WEEE and Us – a Critical Issue

9 March 2019

Like me, you probably have a drawer in your house filled with redundant tech: vintage phones, unidentifiable chargers, cables that sometimes work but sometimes don’t. Collectively known as WEEE (Waste Electronic and Electrical Equipment), it may include that old laptop that you may just need. Or the old laptop that you’d love to give away, but are worried about the data it holds. You occasionally wonder if any of it is worth anything, but haven’t quite got around to finding out.

If so, you and I are apparently fairly typical. Despite an EU Directive aimed at recycling WEEE, in place since 2003, a recent WRAP report showed that nearly two thirds of us have at least one smart device stored and unused at home, and as many as 125 million mobiles may be hoarded. Of the more than 10 million tonnes of the stuff generated in the EU every year, the amount captured for recycling is only around 45%.

Why does this matter? WEEE harbours precious materials including gold, silver, platinum, copper and ‘rare earth metals’ – all of them financially and environmentally costly to extract and process, and some of them considered ‘critical’ to our economies. Yet the low capture of WEEE and the difficulty of extracting these ‘critical raw materials’ (CRMs) means that for some, their recycling rate is a measly 1%.

This problem has been the subject of a WRAP-led and EU-funded three and half-year project, culminating in a multi-stakeholder conference in London last month. WRAP was chosen to lead the high-powered consortium (no pun intended) because of our long-standing expertise on both materials and on recycling behaviours. The London meeting heard findings from a series of trials in countries around Europe, aimed at understanding the barriers to greater capture, and the best ways of extracting the CRMS from our tech. Expert panels debated the findings and the policy options that might address the gap.
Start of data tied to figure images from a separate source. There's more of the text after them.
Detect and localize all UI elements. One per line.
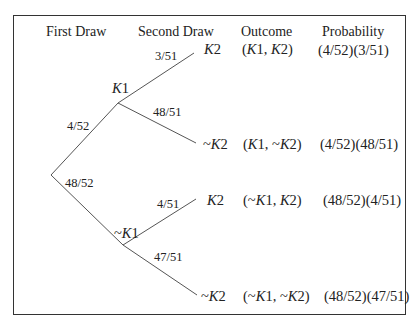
node-k1-not-k2: ~K2 (203, 137, 228, 152)
outcome-k1-not-k2: (K1, ~K2) (243, 137, 302, 152)
probability-not-k1-k2: (48/52)(4/51) (323, 193, 401, 208)
branch-prob-k1: 4/52 (67, 120, 89, 133)
outcome-not-k1-not-k2: (~K1, ~K2) (243, 289, 310, 304)
branch-prob-not-k1-k2: 4/51 (157, 198, 179, 211)
outcome-not-k1-k2: (~K1, K2) (243, 193, 302, 208)
node-not-k1-k2: K2 (207, 193, 224, 208)
branch-prob-k1-not-k2: 48/51 (153, 106, 181, 119)
branch-root-k1 (51, 103, 118, 175)
node-not-k1: ~K1 (114, 226, 139, 241)
branch-prob-k1-k2: 3/51 (155, 50, 177, 63)
probability-k1-not-k2: (4/52)(48/51) (320, 137, 398, 152)
probability-not-k1-not-k2: (48/52)(47/51) (324, 289, 409, 304)
header-outcome: Outcome (241, 25, 292, 39)
branch-prob-not-k1: 48/52 (65, 177, 93, 190)
header-first-draw: First Draw (46, 25, 106, 39)
node-k1-k2: K2 (204, 42, 221, 57)
node-not-k1-not-k2: ~K2 (201, 289, 226, 304)
header-probability: Probability (322, 25, 384, 39)
header-second-draw: Second Draw (138, 25, 214, 39)
branch-prob-not-k1-not-k2: 47/51 (154, 251, 182, 264)
probability-k1-k2: (4/52)(3/51) (318, 43, 389, 58)
outcome-k1-k2: (K1, K2) (242, 42, 293, 57)
node-k1: K1 (112, 81, 129, 96)
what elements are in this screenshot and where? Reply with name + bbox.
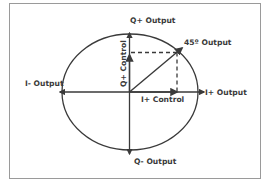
i-positive-output-label: I+ Output (205, 88, 247, 97)
q-control-label: Q+ Control (119, 40, 128, 87)
i-negative-output-label: I- Output (25, 79, 64, 88)
q-negative-output-label: Q- Output (134, 157, 177, 166)
diagonal-output-label: 45º Output (184, 38, 232, 47)
iq-vector-diagram: Q+ Output Q- Output I- Output I+ Output … (0, 0, 265, 185)
q-positive-output-label: Q+ Output (130, 16, 176, 25)
i-control-label: I+ Control (141, 95, 184, 104)
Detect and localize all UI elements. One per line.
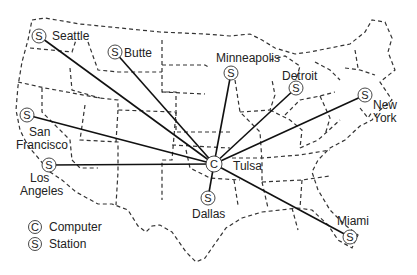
- link-miami: [214, 164, 350, 237]
- svg-text:S: S: [31, 238, 38, 250]
- label-new-york-1: New: [373, 98, 397, 112]
- station-butte: S: [108, 45, 122, 59]
- label-los-angeles-2: Angeles: [20, 184, 63, 198]
- label-los-angeles-1: Los: [30, 171, 49, 185]
- svg-text:C: C: [210, 158, 218, 170]
- label-detroit: Detroit: [282, 69, 318, 83]
- legend: C Computer S Station: [29, 220, 102, 251]
- label-miami: Miami: [337, 214, 369, 228]
- station-san-francisco: S: [20, 108, 34, 122]
- link-new-york: [214, 95, 365, 164]
- legend-computer-label: Computer: [49, 220, 102, 234]
- station-new-york: S: [358, 88, 372, 102]
- label-san-francisco-1: San: [29, 125, 50, 139]
- station-minneapolis: S: [224, 66, 238, 80]
- legend-station-icon: S: [29, 238, 42, 251]
- label-tulsa: Tulsa: [233, 159, 262, 173]
- link-los-angeles: [49, 164, 214, 165]
- svg-text:S: S: [361, 89, 368, 101]
- legend-station-label: Station: [49, 237, 86, 251]
- svg-text:S: S: [292, 82, 299, 94]
- svg-text:S: S: [204, 192, 211, 204]
- svg-text:S: S: [23, 109, 30, 121]
- link-butte: [115, 52, 214, 164]
- label-butte: Butte: [124, 46, 152, 60]
- svg-text:C: C: [31, 221, 39, 233]
- svg-text:S: S: [227, 67, 234, 79]
- station-miami: S: [343, 230, 357, 244]
- station-seattle: S: [32, 29, 46, 43]
- station-los-angeles: S: [42, 158, 56, 172]
- label-dallas: Dallas: [192, 207, 225, 221]
- label-seattle: Seattle: [52, 29, 90, 43]
- station-detroit: S: [289, 81, 303, 95]
- legend-computer-icon: C: [29, 221, 42, 234]
- station-dallas: S: [201, 191, 215, 205]
- svg-text:S: S: [35, 30, 42, 42]
- label-minneapolis: Minneapolis: [216, 51, 280, 65]
- network-map: S Seattle S Butte S Minneapolis S Detroi…: [0, 0, 417, 275]
- label-san-francisco-2: Francisco: [16, 138, 68, 152]
- svg-text:S: S: [111, 46, 118, 58]
- svg-text:S: S: [45, 159, 52, 171]
- label-new-york-2: York: [373, 111, 398, 125]
- computer-hub-tulsa: C: [206, 156, 222, 172]
- svg-text:S: S: [346, 231, 353, 243]
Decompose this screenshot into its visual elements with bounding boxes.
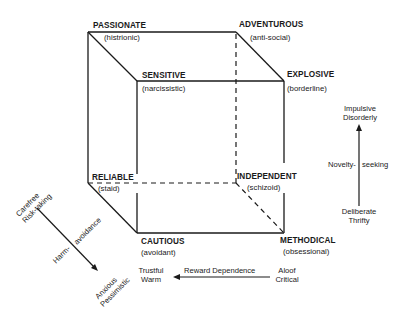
reward-high-pole: Trustful Warm [134, 266, 168, 284]
reward-low-line1: Aloof [270, 266, 304, 275]
novelty-low-line2: Thrifty [337, 216, 381, 225]
novelty-low-pole: Deliberate Thrifty [337, 207, 381, 225]
novelty-low-line1: Deliberate [337, 207, 381, 216]
reward-low-line2: Critical [270, 275, 304, 284]
vertex-methodical-label: METHODICAL [280, 237, 336, 245]
vertex-reliable-sub: (staid) [98, 185, 120, 193]
vertex-sensitive-label: SENSITIVE [142, 72, 186, 80]
vertex-methodical-sub: (obsessional) [283, 248, 329, 256]
vertex-reliable-label: RELIABLE [92, 174, 134, 182]
vertex-adventurous-label: ADVENTUROUS [239, 21, 303, 29]
reward-dependence-arrowhead-icon [173, 274, 180, 280]
vertex-cautious-label: CAUTIOUS [141, 238, 185, 246]
reward-low-pole: Aloof Critical [270, 266, 304, 284]
vertex-explosive-label: EXPLOSIVE [287, 71, 334, 79]
novelty-high-line2: Disorderly [340, 113, 380, 122]
novelty-name-right: seeking [362, 160, 388, 169]
vertex-explosive-sub: (borderline) [287, 85, 327, 93]
vertex-passionate-label: PASSIONATE [93, 22, 146, 30]
reward-dependence-name: Reward Dependence [182, 266, 257, 275]
vertex-independent-label: INDEPENDENT [237, 173, 297, 181]
novelty-name-left: Novelty- [328, 160, 356, 169]
novelty-high-pole: Impulsive Disorderly [340, 104, 380, 122]
vertex-independent-sub: (schizoid) [247, 184, 280, 192]
reward-high-line2: Warm [134, 275, 168, 284]
novelty-seeking-arrowhead-icon [356, 124, 362, 131]
reward-high-line1: Trustful [134, 266, 168, 275]
vertex-passionate-sub: (histrionic) [104, 34, 140, 42]
vertex-sensitive-sub: (narcissistic) [142, 85, 185, 93]
vertex-cautious-sub: (avoidant) [141, 249, 176, 257]
novelty-high-line1: Impulsive [340, 104, 380, 113]
vertex-adventurous-sub: (anti-social) [250, 34, 290, 42]
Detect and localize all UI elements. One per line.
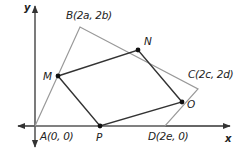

I had the privilege of closing the conference, and sending delegates away with what we hope is new knowledge and new energy for this mission. Three key themes struck me:

The first stemmed from an observation from one of our partners about the parallel to plastics. At first sight, an obsolete laptop and a plastic bottle are a different order of problem. However, what they share is our inability to attach a proper value to the materials they contain. So bottles end up as litter, and laptops languish in drawers, and the recycling rates are not all that different. Worse, between 5 and 10% of WEEE generated in Europe is illegally shipped to countries where it may be processed in environmentally damaging ways, in a parallel to the ocean plastic shame that has recently engulfed us. The lack of an evident value means we have little incentive to get the waste product (waste to us, but potentially valuable to someone else) to a destination where its value can be realized. Add in practical considerations such as having that bottle ‘on the go’, or worrying about data wiping, and the incentives reduce even further.

The second theme is that just as with the bottle, the re-use option offers the biggest benefits. This came through clearly in the CRM project trials. Many collection methods entail damage to the equipment, meaning that the only recovery route for the CRMs is extracting them from ground-up product. This can be done with various degrees of efficiency, and may be the only option for some WEEE, but anything that can be repaired, built to last longer, or simply passed on, represents, in effect, 100% recovery of the CRMs it contains. And let’s not forget the ‘commodity’ metals (steel, aluminium) and the plastic that will also be re-used.  

The third was prompted by one of the panel discussions, and concerned the future of CRMs themselves. If they are ‘critical’ for a variety of reasons, would it not be sensible to move away from them? Finding substitutes might help to diversify materials in products and reduce the dependency on any one CRM, but might also lessen the pressure to develop and improve CRM recovery. And again, plastic comes to mind – if we don’t want plastic, what do we want instead? Will the substitute materials pose different problems? For instance, switching to paper instead of plastic might mean using a renewable, biodegradable resource, but might also entail a higher carbon footprint. Might the substitutes for metals in circuitry, if they are clever bio-based materials, pose similar issues?

The WRAP team is now digesting the results of the trials and the policy discussions, and deciding where efforts will be best focused in future. The reports will be available on line by the end of March 2019 and are eagerly awaited by governments, industry players and innovators alike. Some themes we can guess. If we want longer-lived, more easily dismantled and therefore higher-value products, we need them to be designed with that in mind – yet the market is taking our tech in the opposite direction, towards greater complexity. So, arguably, we need stronger responsibilities to be placed on companies, and make them subject to eco-design standards. We also need to tackle the issue of ‘free-riding’ where some producers of CRM-rich products are not paying into established Extended Producer Responsibility schemes or offering product take-back.

Overall, we also need policies that put incentives in the right place, recognizing that the drawer-syndrome is something we all need to be persuaded out of. That might include incentives that encourage service rather ownership models, so that the drawer is never an option - everything has to be returned.

I regret to report that my WEEE is still in its drawer, but, following the conference, I am gradually formulating a plan for its liberation. This includes finding a repair shop and a trusted data-wiper for the re-usable items, and a local amenity site for the rest. To quote Jeremy Clarkson, that great fan of tech - how hard can it be?